“The United States and many other countries are waging a war against terrorism.â€
This is the battle cry announced today to the media by Secretary of State Condoleezza Rice just before leaving on a diplomatic salvage salvo to Europe. If indeed we are to view recent attacks against U.S. and Western interests worldwide as a “war,†then it is an ongoing war with no real beginning and no predictable end. The Gospels remind us that there will be wars and rumors of wars, but another constant in human history has been the human potential for atrocities. Such potential is today labeled as “terrorism†when it flaunts regard for human rights and the Geneva Convention wisdom of how to wage war cleanly. But Rice is not going to Germany and France to sell war bonds; she has to explain why the United States has substituted the basic American value of civil liberty with an eye-for-an-eye counter-terrorism that comes dangerously close to combating terrorism with yet another form of terrorism.
Today’s terrorists, to a historian not intent on defending governmental policy, are no different than the Sea Peoples who overran civilized Egypt or Attilla’s barbaric Huns who were unwilling to read the corpus juris of Roman legates. But Secretary Rice argues otherwise: “The captured terrorists of the 21st century do not fit easily into traditional systems of criminal or military justice, which were designed for different needs.†When did captured terrorists, that is individuals suspected on not playing by the rules, ever fit easily into conventional rules promoted to stop such abuses of justice? Were Nazi collaborators really that different than today’s young suicide bombers? The only thing new, or at least novel, in the Bush administration’s “no alibi left behind†defense of foreign policy mistakes, is that we can assume anyone we suspect of being a terrorist is by legal definition a dangerous individual not entitled to defense.
Take rendition, for example. According to Secretary Rice, “Rendition is a vital tool in combating transnational terrorism. Its use is not unique to the United States, or to the current administration.†This is pure Machiavellian, but absent even a hint of Jeffersonian notions of the dignity necessarily built into the ideal of civil liberty. Our government can secretly “rend,†for lack of a better verb, an individual a branch of it suspects of having useful information to a place where the rules do not apply or cannot be seen or will be ignored to please us. It does not matter if we may be sending an individual who did nothing criminally wrong or is a case of mistaken identity to known torture. It is okay because we need that valuable information that we assume can only be extracted by physical and mental abuse. We would not do that to our own citizens, but these Afghans and Pakistanis and Yemenis are clearly not as human as our own citizens. And it is alright for this Republican administration to do so, because Democrats did it as well. Imagine a murderer standing up in court and saying murder is not criminal since others have done and got away with it or that the murder was necessary to get something valuable.
“Renditions take terrorists out of action, and save lives,†claims the Secretary. “One of history’s most infamous terrorists, best known as “Carlos the Jackal,” had participated in murders in Europe and the Middle East. He was finally captured in Sudan in 1994. A rendition by the French government brought him to justice in France, where he is now imprisoned. Indeed, the European Commission of Human Rights rejected Carlos’ claim that his rendition from Sudan was unlawful.†Interesting example, but in fact it is the opposite of what the United States is alleged to have been doing. Sudan is hardly a haven for humane treatment of suspected criminals. I do not know how the French treated Carlos when he arrived on their soil, but I suspect he was not subjected to the kind of torture Saddam Hussein routinely meted out in Abu Ghurayb or Rios Montt justified for indigenous Guatemalans. Carlos is in prison today because the French have an effective and humane system of justice by our standards. But we apparently sent suspected terrorists away from a venue where they would have a fair hearing to one in which there would be no qualms about use of torture. Morally, we just went the wrong way on a one-way street.
We are asked to believe that rendition is never done for the purpose of torture. “The United States has not transported anyone, and will not transport anyone, to a country when we believe he will be tortured.†For an administration with a President who thinks he talks with God (or vice versa), this is beyond belief. We have already rendered prisoners from Guantanamo to Uzbekistan and Saudi Arabia. In the latter case we have a modern nation state which still chops off heads and hands. Perhaps Secretary Rice has not yet had a chance to read what her own State Department says about the treatment of prisoners in these two countries. Or is she suspending belief in our official intelligence by claiming that those individuals sent to Uzbekistan and Saudi Arabia would not be tortured?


* Work to complete: The required result is the number of lines below that hold the word "interaction", stated without anything else.

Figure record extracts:
##########

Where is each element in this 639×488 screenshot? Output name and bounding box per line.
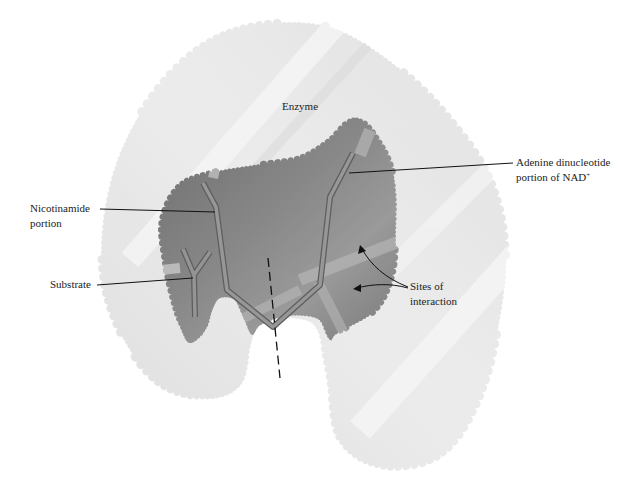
nicotinamide-label-line1: Nicotinamide bbox=[30, 201, 90, 216]
sites-label-line2: interaction bbox=[410, 294, 457, 309]
adenine-label-line1: Adenine dinucleotide bbox=[516, 155, 610, 170]
adenine-label-line2-text: portion of NAD bbox=[516, 171, 586, 183]
sites-label-line1: Sites of bbox=[410, 279, 457, 294]
nad-plus-superscript: + bbox=[586, 171, 590, 179]
enzyme-label: Enzyme bbox=[282, 99, 318, 114]
substrate-label: Substrate bbox=[50, 277, 91, 292]
nicotinamide-label: Nicotinamide portion bbox=[30, 201, 90, 231]
adenine-label-line2: portion of NAD+ bbox=[516, 170, 610, 185]
sites-of-interaction-label: Sites of interaction bbox=[410, 279, 457, 309]
adenine-label: Adenine dinucleotide portion of NAD+ bbox=[516, 155, 610, 185]
nicotinamide-label-line2: portion bbox=[30, 216, 90, 231]
enzyme-diagram bbox=[0, 0, 639, 488]
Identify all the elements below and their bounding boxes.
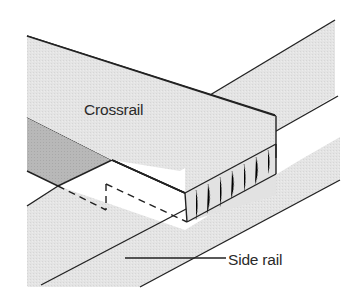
- diagram-canvas: [0, 0, 364, 296]
- joint-diagram: Crossrail Side rail: [0, 0, 364, 296]
- side-rail-label: Side rail: [228, 251, 282, 269]
- crossrail-label: Crossrail: [84, 101, 143, 119]
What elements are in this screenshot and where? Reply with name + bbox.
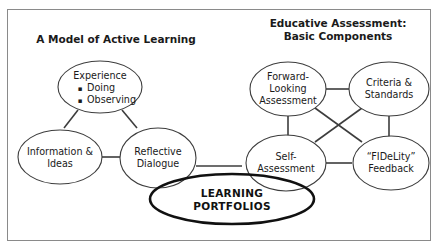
node-forward-looking-line3: Assessment [259, 95, 317, 106]
node-fidelity-line1: “FIDeLity” [367, 151, 416, 162]
node-fidelity-feedback[interactable]: “FIDeLity” Feedback [353, 136, 429, 190]
node-experience[interactable]: Experience ▪ Doing ▪ Observing [58, 61, 142, 113]
heading-left: A Model of Active Learning [36, 33, 196, 45]
node-self-assessment[interactable]: Self- Assessment [246, 135, 326, 191]
node-criteria-line1: Criteria & [366, 77, 413, 88]
node-forward-looking-line2: Looking [269, 83, 306, 94]
heading-right-line2: Basic Components [284, 30, 393, 42]
node-self-assessment-line2: Assessment [257, 163, 315, 174]
node-information-shape[interactable] [18, 130, 102, 184]
node-experience-bullet-doing: Doing [87, 82, 115, 93]
node-criteria-and-standards[interactable]: Criteria & Standards [349, 62, 429, 116]
node-learning-portfolios-shape[interactable] [150, 174, 314, 224]
node-information-and-ideas[interactable]: Information & Ideas [18, 130, 102, 184]
connector-experience-to-information [64, 110, 78, 128]
node-experience-bullet-observing: Observing [87, 94, 136, 105]
node-reflective-line2: Dialogue [137, 158, 180, 169]
node-learning-portfolios-line1: LEARNING [201, 187, 264, 199]
node-self-assessment-line1: Self- [276, 151, 297, 162]
node-forward-looking-line1: Forward- [267, 71, 309, 82]
bullet-icon-doing: ▪ [78, 85, 83, 93]
node-forward-looking-assessment[interactable]: Forward- Looking Assessment [250, 62, 326, 116]
figure-canvas: A Model of Active Learning Educative Ass… [0, 0, 442, 251]
node-learning-portfolios-line2: PORTFOLIOS [193, 200, 271, 212]
node-information-line1: Information & [27, 146, 94, 157]
bullet-icon-observing: ▪ [78, 97, 83, 105]
node-criteria-line2: Standards [365, 89, 414, 100]
node-information-line2: Ideas [47, 158, 73, 169]
concept-diagram: A Model of Active Learning Educative Ass… [0, 0, 442, 251]
node-experience-label: Experience [73, 70, 127, 81]
node-reflective-line1: Reflective [134, 146, 181, 157]
node-learning-portfolios[interactable]: LEARNING PORTFOLIOS [150, 174, 314, 224]
connector-experience-to-reflective [122, 110, 137, 128]
node-fidelity-line2: Feedback [368, 163, 414, 174]
heading-right-line1: Educative Assessment: [270, 17, 407, 29]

##########

* Exercise response: 2